Gate driver classification and advantages analysis
Broadly speaking, these gate drivers fall into two categories: non-isolated gate drivers and isolated gate drivers. Most non-isolated gate drivers used for operation at high voltages are half-bridge drivers.
Half-bridge drivers are designed to drive power transistors stacked together in a half-bridge configuration. They have two channels: a low-side and a high-side. The low-side is a fairly simple buffer, typically sharing the same ground point as the control input. The high-side, however, is carefully designed and referenced to the switching node of the half-bridge, allowing the use of two N-channel MOSFETs or two IGBTs. The switching node should transition quickly between the high-voltage bus and power ground, giving us the opportunity to cost-effectively power the high-side using the same power supply as when powering the low-side via a bootstrap circuit. To communicate whether the output should be high or low, a high-voltage level shifter must be included, which typically has low leakage current, only a few microamps or less.
This type of gate driver has several limitations. First, because it operates entirely on a single silicon die, it cannot exceed the limitations of silicon's process technology. Most non-isolated gate drivers operate at voltages not exceeding 700 volts. Second, level shifters must withstand the stress of high-voltage operation and must convey output states in high-noise environments. Therefore, level shifters typically incorporate some propagation delay to achieve adequate noise filtering. Then, the low-side driver must match the longer delay of the high-side driver. Third, non-isolated gate drivers for high-voltage operation are not flexible enough.
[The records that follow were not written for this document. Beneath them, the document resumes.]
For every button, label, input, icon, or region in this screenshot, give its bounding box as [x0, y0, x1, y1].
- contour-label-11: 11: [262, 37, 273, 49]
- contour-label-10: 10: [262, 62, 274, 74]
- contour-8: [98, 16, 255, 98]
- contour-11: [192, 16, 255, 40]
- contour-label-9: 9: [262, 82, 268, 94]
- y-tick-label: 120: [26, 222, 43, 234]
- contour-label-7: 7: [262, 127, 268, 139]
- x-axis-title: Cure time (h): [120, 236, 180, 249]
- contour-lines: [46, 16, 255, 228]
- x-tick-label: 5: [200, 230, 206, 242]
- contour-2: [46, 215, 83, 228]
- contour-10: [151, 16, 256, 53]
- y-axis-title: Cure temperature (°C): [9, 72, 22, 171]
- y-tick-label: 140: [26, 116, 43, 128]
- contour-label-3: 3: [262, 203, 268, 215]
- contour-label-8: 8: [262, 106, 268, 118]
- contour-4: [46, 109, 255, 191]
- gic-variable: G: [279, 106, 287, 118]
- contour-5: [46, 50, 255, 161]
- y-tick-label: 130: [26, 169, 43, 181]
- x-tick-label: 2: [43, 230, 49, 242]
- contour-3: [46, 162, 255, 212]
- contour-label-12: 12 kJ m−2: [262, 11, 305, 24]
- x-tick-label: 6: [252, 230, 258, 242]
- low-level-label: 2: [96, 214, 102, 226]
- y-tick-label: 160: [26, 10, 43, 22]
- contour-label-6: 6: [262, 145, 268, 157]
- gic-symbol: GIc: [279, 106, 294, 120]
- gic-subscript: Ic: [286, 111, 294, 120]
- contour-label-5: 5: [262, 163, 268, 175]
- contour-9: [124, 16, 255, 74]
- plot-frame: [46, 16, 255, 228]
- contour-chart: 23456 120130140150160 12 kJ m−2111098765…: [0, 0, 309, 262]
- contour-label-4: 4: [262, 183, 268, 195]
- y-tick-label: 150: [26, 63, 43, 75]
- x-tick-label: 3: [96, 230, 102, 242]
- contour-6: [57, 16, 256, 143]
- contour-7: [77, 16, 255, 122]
Many complex topologies exist that require multiple outputs to be shifted above or below the control common level.
A feature increasingly common in modern gate drivers is the integration of an isolation layer between the input and output circuitry. These devices use one silicon die for control signals and another for output drive signals, physically isolating them by distance and insulating material. While control signals can pass through the isolation layer in various ways during transmission, unlike non-isolated gate drivers, the isolation layer prevents any significant leakage current from flowing from one side of the isolation layer to the other. Because one input die can be isolated from multiple output dies, and the output dies can be isolated from each other, the output common terminal can be freely offset upwards from the input common terminal or other output common terminals, up to the limits of the isolation technology.
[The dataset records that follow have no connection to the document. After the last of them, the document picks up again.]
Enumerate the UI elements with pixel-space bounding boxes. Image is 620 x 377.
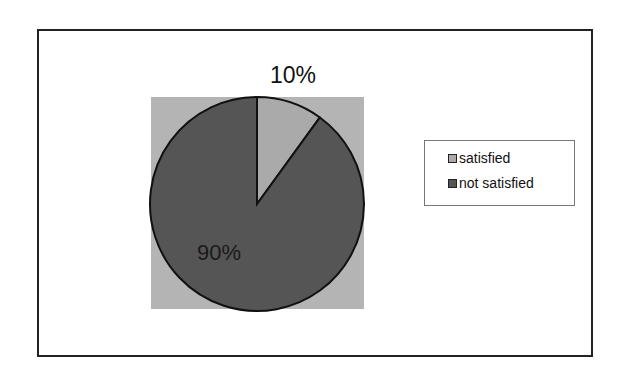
- legend-item-not-satisfied: not satisfied: [448, 175, 534, 191]
- pie-slice-not-satisfied: [150, 97, 364, 311]
- legend-swatch-icon: [448, 179, 457, 188]
- legend-swatch-icon: [448, 154, 457, 163]
- legend-label: satisfied: [459, 150, 510, 166]
- legend: satisfied not satisfied: [424, 140, 575, 206]
- data-label-not-satisfied: 90%: [197, 240, 241, 266]
- legend-label: not satisfied: [459, 175, 534, 191]
- data-label-satisfied: 10%: [270, 62, 316, 89]
- legend-item-satisfied: satisfied: [448, 150, 510, 166]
Unlike non-isolated gate drivers, which have inflexible level shifters and predetermined output roles, isolated gate drivers can reference the output to any node in the circuit and can be configured as single-channel or dual-channel devices. The limits of isolation technology far exceed the silicon process limitations of non-isolated gate drivers, providing isolation layers with withstand voltages exceeding 5 kV. In addition to increased voltage limits and flexibility, isolated gate drivers can also enable faster, more robust operation. There are many reasons to use isolation. Many applications require isolated power supplies due to regulatory requirements, and isolated gate drivers can simplify system architecture. Sometimes, the strength of the isolation layer can also be used to enhance the system's resistance to surges, lightning strikes, and other abnormal events that could damage the system.
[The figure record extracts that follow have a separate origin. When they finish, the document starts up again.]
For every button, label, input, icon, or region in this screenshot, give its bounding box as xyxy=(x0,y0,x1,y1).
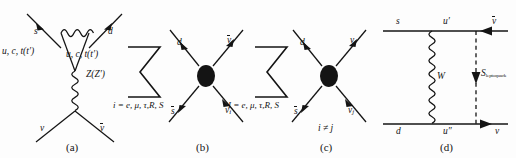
panel-d-w-boson-line xyxy=(429,31,435,123)
panel-c-nubar-label: νj xyxy=(348,106,354,116)
panel-a-caption: (a) xyxy=(66,141,78,153)
panel-d-antineutrino-glyph: ν xyxy=(492,17,496,27)
panel-b-sbar-glyph: s xyxy=(171,107,175,117)
panel-d-leptoquark-label: Sleptoquark xyxy=(481,69,506,79)
panel-d-bottom-mid-label: u″ xyxy=(443,127,452,137)
panel-d-w-boson-label: W xyxy=(437,72,445,82)
panel-d-bottom-right-label: ν xyxy=(495,127,499,137)
panel-c-nu-subscript: i xyxy=(354,38,356,46)
panel-c-sbar-glyph: s xyxy=(294,107,298,117)
panel-d-caption: (d) xyxy=(440,141,453,153)
panel-a-loop-right-label: u, c, t(t′) xyxy=(66,50,98,60)
panel-a-s-quark-line xyxy=(27,14,61,48)
panel-a-antineutrino-line xyxy=(75,111,114,142)
panel-d-leptoquark-subscript: leptoquark xyxy=(486,73,506,78)
panel-c-sbar-label: s xyxy=(294,107,298,117)
panel-a-loop-left-label: u, c, t(t′) xyxy=(2,47,34,57)
panel-c-caption: (c) xyxy=(320,141,332,153)
panel-b-vertex-blob xyxy=(197,65,215,87)
panel-d-top-left-label: s xyxy=(396,17,400,27)
panel-b-sbar-arrow xyxy=(178,105,186,113)
panel-a-d-quark-label: d xyxy=(108,27,113,37)
panel-d-bottom-left-label: d xyxy=(396,127,401,137)
panel-c-nu-label: νi xyxy=(350,36,356,46)
panel-b-sum-subscript: i = e, μ, τ,R, S xyxy=(113,100,164,110)
panel-a-antineutrino-label: ν xyxy=(100,124,104,134)
panel-c-sbar-line xyxy=(292,86,322,122)
panel-b-nu-subscript: i xyxy=(231,38,233,46)
panel-d-bottom-arrow xyxy=(480,119,492,128)
panel-c-sum-subscript: I = e, μ, τ,R, S xyxy=(228,100,279,110)
panel-a-d-quark-line xyxy=(89,14,122,48)
panel-d-top-mid-label: u′ xyxy=(443,17,450,27)
feynman-diagram-figure: s d u, c, t(t′) u, c, t(t′) Z(Z′) ν ν (a… xyxy=(0,0,516,158)
panel-c-d-label: d xyxy=(300,38,305,48)
panel-c-nubar-glyph: ν xyxy=(348,106,352,116)
panel-d-top-arrow xyxy=(480,26,492,35)
panel-a-z-propagator-label: Z(Z′) xyxy=(86,70,105,80)
panel-c-sbar-arrow xyxy=(301,105,309,113)
panel-b-caption: (b) xyxy=(196,141,209,153)
panel-a-z-propagator-line xyxy=(72,71,79,111)
panel-b-d-label: d xyxy=(177,38,182,48)
panel-d-top-right-label: ν xyxy=(492,17,496,27)
panel-c-nubar-line xyxy=(336,86,366,122)
panel-c-index-condition: i ≠ j xyxy=(318,124,333,134)
panel-b-nu-glyph: ν xyxy=(227,36,231,46)
panel-c-vertex-blob xyxy=(320,65,338,87)
panel-d-leptoquark-arrow xyxy=(472,72,481,84)
panel-b-nu-label: νi xyxy=(227,36,233,46)
panel-a-neutrino-label: ν xyxy=(40,124,44,134)
panel-a-s-quark-label: s xyxy=(34,27,38,37)
panel-c-sum-symbol-glyph xyxy=(255,47,287,97)
panel-b-sum-symbol-glyph xyxy=(128,47,160,97)
panel-c-nubar-subscript: j xyxy=(352,108,354,116)
panel-a-antineutrino-glyph: ν xyxy=(100,124,104,134)
panel-b-sbar-label: s xyxy=(171,107,175,117)
panel-b-sbar-line xyxy=(169,86,199,122)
In other cases, the flexible use of isolation layers simplifies topology design, eliminating the need for signal converters or level shifters, such as inverting buck/boost converters. Even in traditional half-bridge applications where isolation is not critical, isolated gate drivers can outperform non-isolated gate drivers due to their superior propagation delay, higher drive force, and better tolerance to high-voltage transients.
Common topologies using isolated gate drivers include traction inverters, motor drivers, three-phase power factor correction circuits, and string photovoltaic inverters. These topologies all convert between AC and DC power supplies and connect directly to a high-voltage DC bus and a three-phase system such as a motor or power grid.